Geo-Targeting
Geo-targeting is the practice of delivering different content, language versions, or regional variations of a website to users based on their geographic location, using technical signals like hreflang, ccTLDs, or server-side detection.
Geo-targeting strategies range from simple (hreflang tags for language targeting) to complex (IP-based content delivery with separate regional sites). The approach depends on your content and audience: same content in multiple languages uses hreflang, different products per region may use subdirectories (`/us/`, `/fr/`) or country-code TLDs (`.fr`, `.de`).
For most developer tools, geo-targeting means language targeting — serving documentation and marketing pages in the user's language. Use subdirectories (`indxel.com/fr/glossary/`) with hreflang tags for the cleanest implementation. Avoid automatic redirects based on IP — let users choose their language and remember the preference.
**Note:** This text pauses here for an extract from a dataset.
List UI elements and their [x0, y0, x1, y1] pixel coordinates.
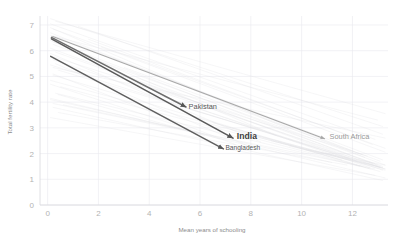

Google Search Console allows you to set geographic targeting for specific URL patterns. This is useful when your `.com` domain targets a specific country. Note that gTLDs (`.com`, `.dev`, `.io`) do not imply geographic targeting by default.
Related terms
Hreflang
Hreflang is an HTML attribute that specifies the language and optional geographic targeting of a page, helping search engines serve the correct version to users in different regions.
Local SEO
Local SEO is the practice of optimizing a business's online presence to attract more customers from relevant local searches, primarily through Google Business Profile, local citations, and location-specific content.
rel="alternate"
The `rel="alternate"` HTML link attribute identifies an alternative version of the current page, commonly used with hreflang for multilingual sites and with media queries for mobile-specific URLs.
Stop shipping broken SEO
Indxel validates your metadata, guards your CI/CD pipeline, and monitors indexation — so you never miss an SEO issue again.